URLs du Jour

2017-12-24

■ We keep hoping for a miracle. Specifically, that our mindless clomping through the Book of Proverbs will come up with something Christmas-relevant. We need to scrunch up our eyes a bit today, but let's say Proverbs 17:14 is good advice to anyone likely to attend a Christmas dinner with people who like to bring up politics:

14 Starting a quarrel is like breaching a dam;
    so drop the matter before a dispute breaks out.

For some reason, dinner-table political discussion seems to be more common at Thanksgiving than Christmas. Why is that?


■ George F. Will relates how the little folks are standing up to big-union avariciousness and Washington's state government: Public Workers Could Stand to Benefit from Janus v. AFSCME.

It is protected by Washington state’s lopsidedly Democratic political class, which knows who butters its bread. It has been provided with bespoke law, tailored for its comfort. Nevertheless, the Service Employees International Union (SEIU) has been so avaricious in its objectives and so thuggish in its methods that it has been bested by the Freedom Foundation.

This small conservative outfit, which punches above its weight and is led by Tom McCabe, relishes the SEIU’s accusation that it has committed “tortious interference” with “business expectancy.” This melodious legalese means that the Foundation is guilty of informing SEIU members and fee-payers — many of them reluctant participants — of their right not to fill the SEIU’s coffers, from which flow contributions to Democrats.

The dirty-trick details of how SEIU and its buddies in the state government have fought to maintain the cash flow to the union may raise your blood pressure a bit.


■ The Union Leader reports on the botched prosecution of Cliven Bundy: Mistrial for rancher who led land revolt in Nevada in 2014.

A federal judge on Wednesday declared a mistrial in the criminal case against Nevada rancher Cliven Bundy and three others for their role in a 2014 armed standoff with U.S. government agents, and rebuked prosecutors for withholding evidence from the defense.

Bundy, two of his sons and another man were charged with 15 counts of conspiracy, assault and other offenses stemming from the confrontation, which galvanized right-wing militia groups challenging federal authority over vast tracts of public lands in the American West.

U.S. District Judge Gloria Navarro told federal prosecutors they had willfully violated evidence rules in failing to turn over pertinent documents to the defense, adding that “the failure is prejudicial” to ensuring a fair trial.

I believe the sole person in jail as a result of the "standoff" remains Rochester, New Hampshire's Jerry DeLemus, 62 years old, serving a six-year sentence at Fort Devens.

I think Jerry's kind of a nut, but President Trump should pardon him. (Previous Pun Salad defense of DeLemus's antics here.)

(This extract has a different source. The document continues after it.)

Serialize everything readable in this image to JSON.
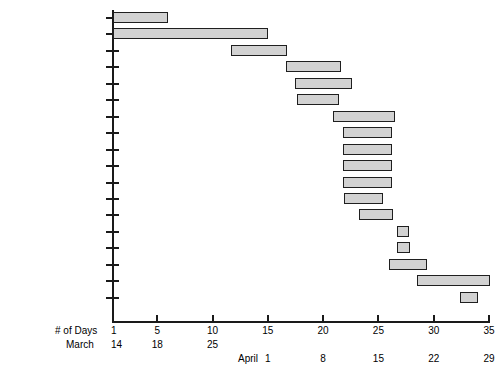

Michael Ramirez on Project Cassandra:

Should you need to be brought up to speed on the subject matter of the cartoon, see the Politico scoop: The secret backstory of how Obama let Hezbollah off the hook.

In its determination to secure a nuclear deal with Iran, the Obama administration derailed an ambitious law enforcement campaign targeting drug trafficking by the Iranian-backed terrorist group Hezbollah, even as it was funneling cocaine into the United States, according to a POLITICO investigation.

The campaign, dubbed Project Cassandra, was launched in 2008 after the Drug Enforcement Administration amassed evidence that Hezbollah had transformed itself from a Middle East-focused military and political organization into an international crime syndicate that some investigators believed was collecting $1 billion a year from drug and weapons trafficking, money laundering and other criminal activities.

I wonder how many years it will take for an honest assessment of Obama's foreign policy to work its way into general public consciousness? Articles like Politico's will help.


@kevinNR has a Christmas reflection worth reading: ‘He Himself Carried the Fire’.

It was impossible. Mary may have lived in a time before science, before the polite and clinical agents of reason had scrubbed the angels and demons and desert spirits away from all but the dark outer edges of our minds, but she was a woman—she knew where babies came from and how they got made. She knew that she was a virgin and that she had not become a wife to the man to whom she was engaged. She also knew what being pregnant and unmarried was likely to mean to her—socially, religiously, economically, physically—in first-century Palestine.

She’d probably witnessed her share of stonings.

Religious people sometimes get a pat on the head from their non-believing friends, who say things like, “All that stuff must be very comforting. I wish I could believe it.” But why would Mary have wished to believe it when the angel Gabriel visited her with that joyous and terrible announcement—“You will conceive and give birth to a son, and you are to call him Jesus; He will be great and will be called the Son of the Most High”—when it would have been so much more comforting to believe that she’d simply had a strange dream? “Mary was greatly troubled at his words,” Luke’s gospel says.

“Do not be afraid,” the angel said. Easy for you to say, Gabriel.

I'm not particularly religious myself, but I know it's far from easy.